High-stakes test results are back
If you’ve already graduated from high school, consider yourself fortunate. For the past three years, students across California have been taking a high-stakes exit exam under the belief each year that the results will make the difference between graduation and a life working menial, low-paying jobs.
Results for last year’s 10th-graders in the Chico Unified School District were released Oct. 10, and most of them passed. However, once again, as it has done each year so far, the state Department of Education has decided to delay implementation of the requirement—this time, until 2006.
“When [students] took it, they thought they had to pass it to get a diploma,” said Cindy Kampf, director of testing for the CUSD.
The class of 2005 took the test in March, and 89 percent of 10th-graders at Chico and Pleasant Valley high schools passed the English-language-arts portion of the test and 85 percent passed the math section.
That’s better than the statewide pass rate, where 78 percent of California 10th graders passed the language arts portion and 59 percent passed math.
Broken down by subgroup, more PV students passed than Chico High students, girls did better than boys, whites passed at a greater rate than any other ethnic group, and students who receive free lunch (and thus come from families with a lower socioeconomic status) had the lowest pass rate.
“Unfortunately, it follows what you see as a typical pattern,” said Kampf, referring to the consistently lower standardized test scores among minority groups, English-language learners, children of parents who didn’t get far in school and those from poorer families. “But that’s the job of schools—to get rid of that typical pattern [and teach children] who come with fewer opportunities to learn outside of the school. Otherwise, we’re saying the schools don’t make a difference—that it’s all decided before they walk in the door.”
The results don’t include students from Fair View, the continuation high school, because their population is too low to require reporting. In the traditional schools, even special-education students must pass the test to graduate as of 2006, and around half of last year’s 10th graders in special ed passed, with the highest rate being 64 percent of PV students in that category.
For students who don’t pass after repeated attempts, high schools might begin issuing certificates of completion to show potential employers that an otherwise-graduate had completed all high school coursework.
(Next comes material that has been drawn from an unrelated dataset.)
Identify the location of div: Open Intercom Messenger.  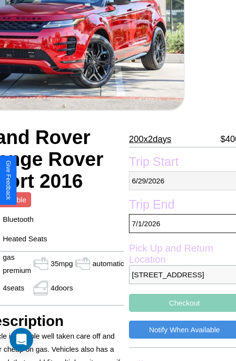
(21, 340).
Also, the CUSD will be offering classes and study sessions to help students prepare for the exam.
The greatest fear of educators, Kampf related, is that students who don’t pass the high-stakes test will give up and the dropout rate will increase, as it has in some states that instituted exit exams years ago.
Nineteen states now require exit exams. The federal government also uses the results to gauge adequate yearly progress in high schools.
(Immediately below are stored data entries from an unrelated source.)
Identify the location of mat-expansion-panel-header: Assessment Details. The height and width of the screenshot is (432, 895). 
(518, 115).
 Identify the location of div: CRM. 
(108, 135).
Students may take the test, which from now on will include three hours of math and three of language arts, as early as ninth grade and repeat it each time it’s offered until they pass.
Of this year’s Chico High and PV seniors, some of whom have had four or five shots at the exam, 95 percent have passed the language arts portion, while 92 percent have cleared the math.
The test costs about $5 per student to administer, and the state covers $3 of that.